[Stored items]

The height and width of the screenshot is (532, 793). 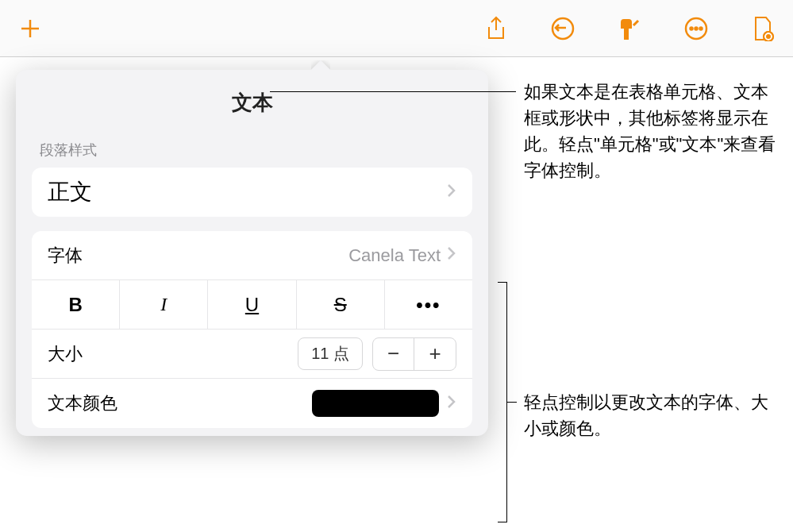 What do you see at coordinates (429, 305) in the screenshot?
I see `more-styles-button: •••` at bounding box center [429, 305].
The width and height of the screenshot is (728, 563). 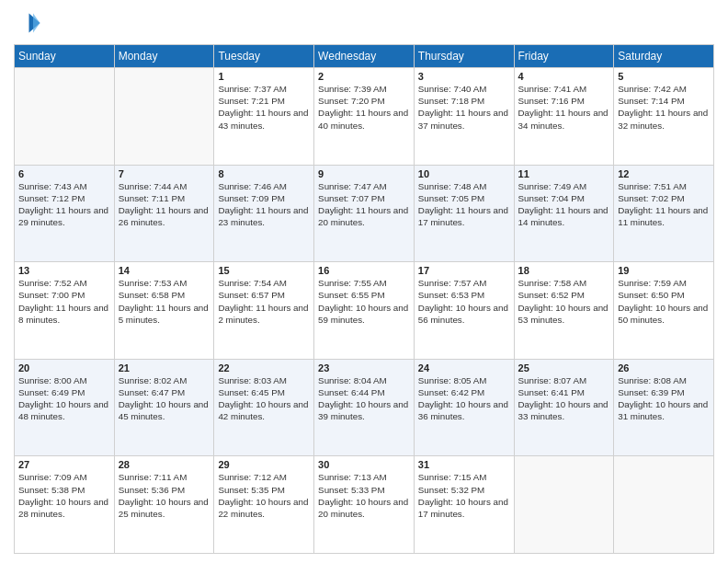 What do you see at coordinates (64, 311) in the screenshot?
I see `calendar-cell: 13 Sunrise: 7:52 AMSunset: 7:00 PMDaylig…` at bounding box center [64, 311].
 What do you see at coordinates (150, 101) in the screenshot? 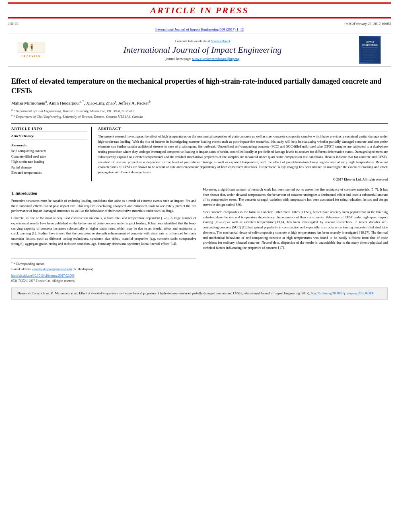
I see `author-sup-b: b` at bounding box center [150, 101].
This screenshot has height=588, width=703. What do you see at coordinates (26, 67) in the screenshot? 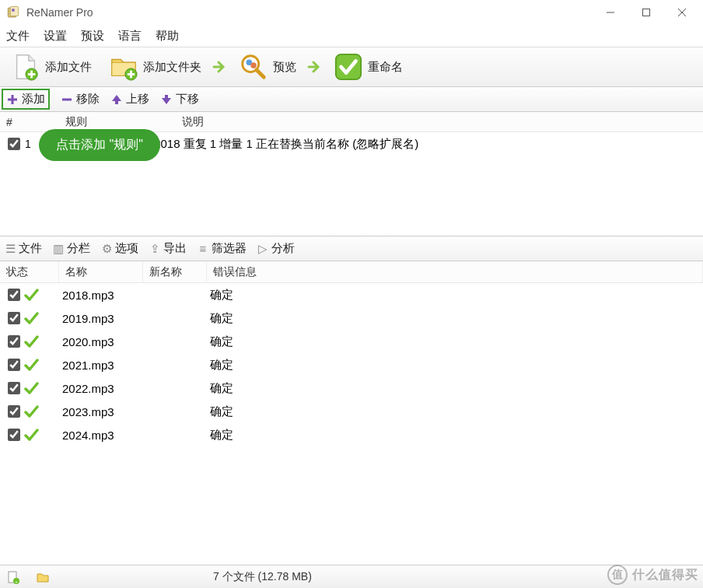
I see `file-add-icon` at bounding box center [26, 67].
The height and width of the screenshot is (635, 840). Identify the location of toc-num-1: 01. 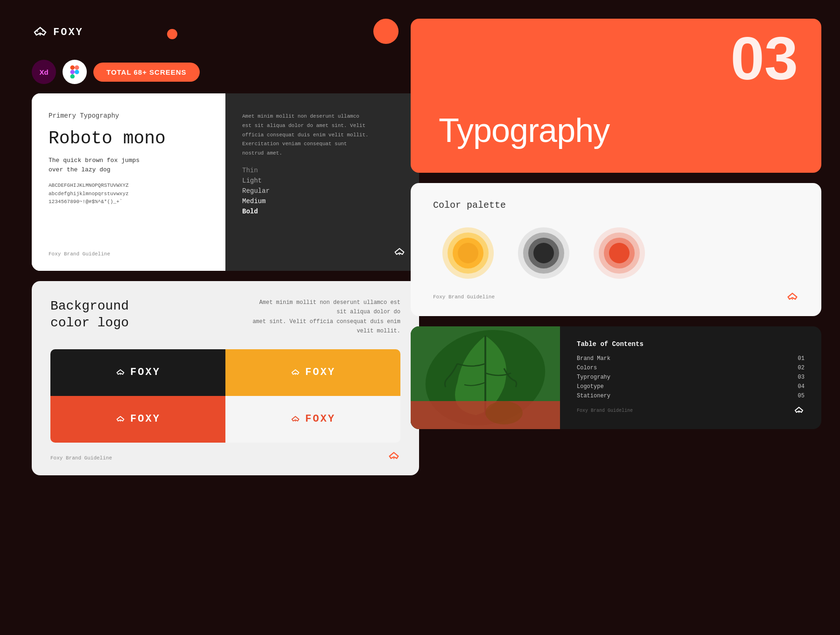
(801, 359).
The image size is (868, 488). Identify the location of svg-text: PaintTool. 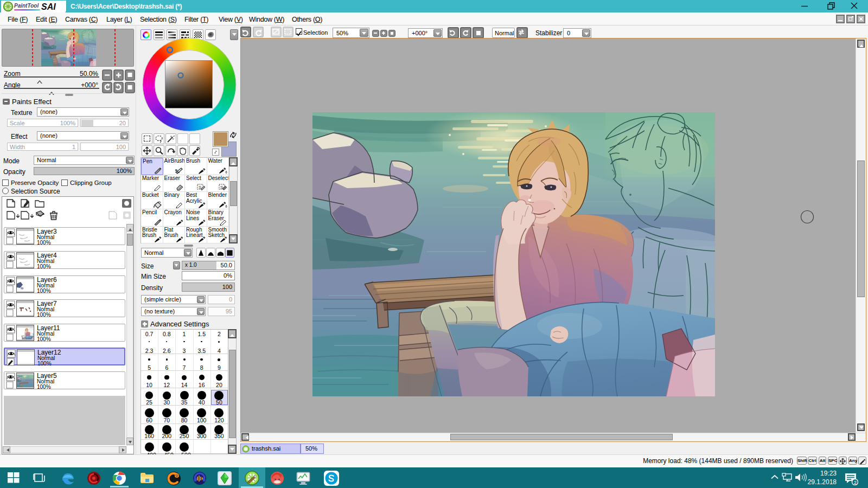
(26, 5).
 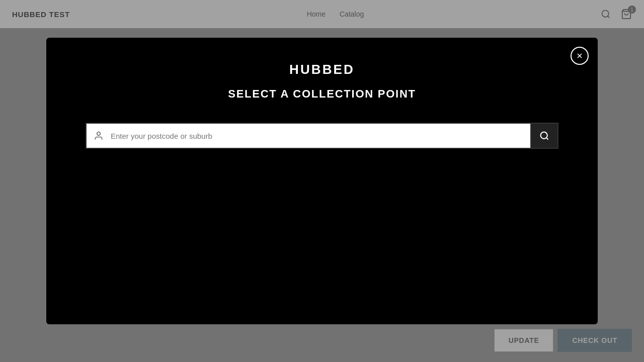 I want to click on modal-title: SELECT A COLLECTION POINT, so click(x=322, y=94).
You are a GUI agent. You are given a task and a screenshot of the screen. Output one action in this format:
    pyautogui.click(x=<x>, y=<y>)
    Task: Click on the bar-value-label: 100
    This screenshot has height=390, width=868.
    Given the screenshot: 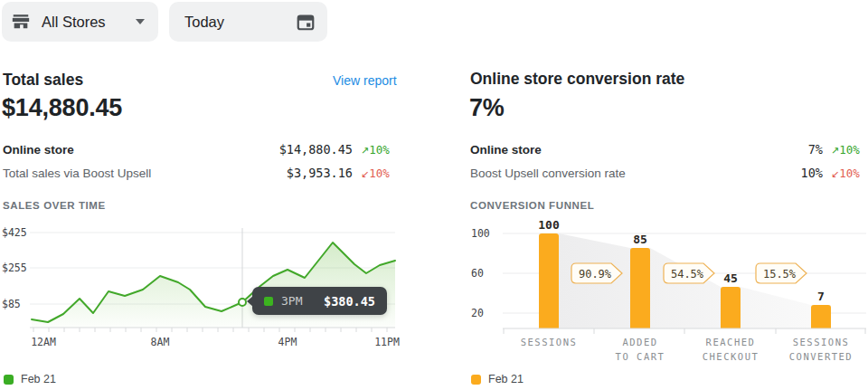 What is the action you would take?
    pyautogui.click(x=549, y=224)
    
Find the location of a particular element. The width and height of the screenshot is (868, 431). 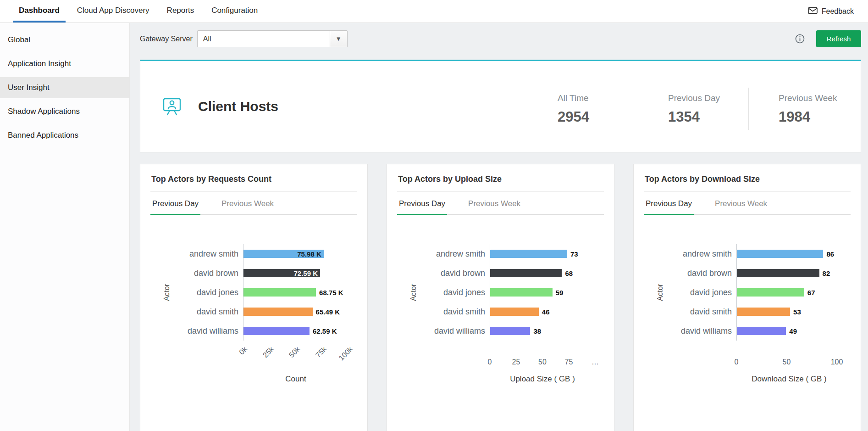

sidebar-item-user-insight: User Insight is located at coordinates (65, 88).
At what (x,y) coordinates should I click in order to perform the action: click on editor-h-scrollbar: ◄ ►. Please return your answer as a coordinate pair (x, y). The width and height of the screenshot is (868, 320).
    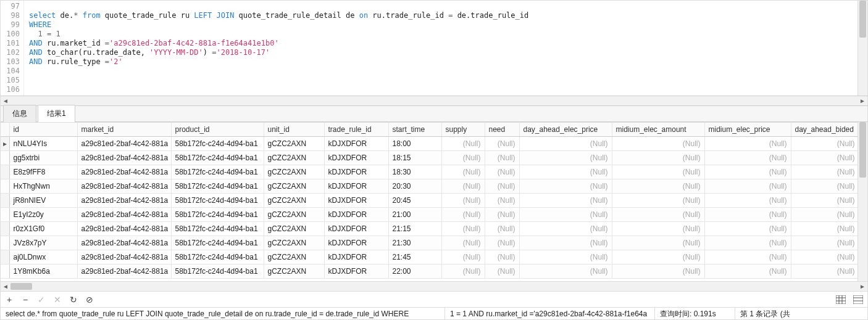
    Looking at the image, I should click on (434, 101).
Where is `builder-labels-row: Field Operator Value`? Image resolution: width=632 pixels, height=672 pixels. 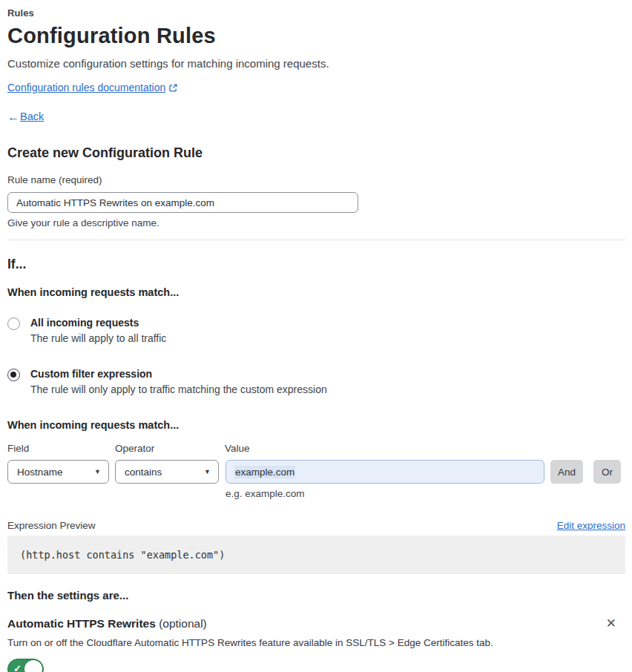
builder-labels-row: Field Operator Value is located at coordinates (316, 449).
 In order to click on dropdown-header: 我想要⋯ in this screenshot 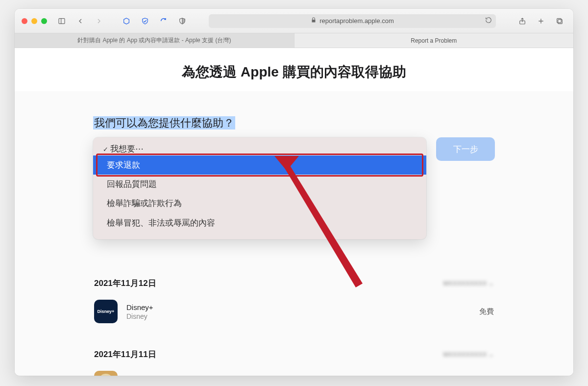, I will do `click(260, 148)`.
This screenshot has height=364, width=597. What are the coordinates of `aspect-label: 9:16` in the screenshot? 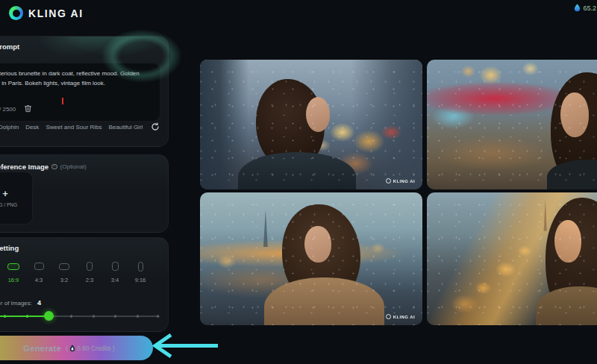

*TASK DESCRIPTION*
Print nothing except the lines above from the one containing "The image size" down to the one containing "Task: Click on the bar-value-label: 100", both included, exactly as written and free of pictures.

*YOUR RESPONSE*
The image size is (868, 488). Identify the location of svg-text: PaintTool. 
(26, 5).
  I want to click on modal-title: SELECT A COLLECTION POINT, so click(x=322, y=94).
You are a GUI agent. You are given a task and a screenshot of the screen. Output one action in this format:
    pyautogui.click(x=<x>, y=<y>)
    Task: Click on the bar-value-label: 100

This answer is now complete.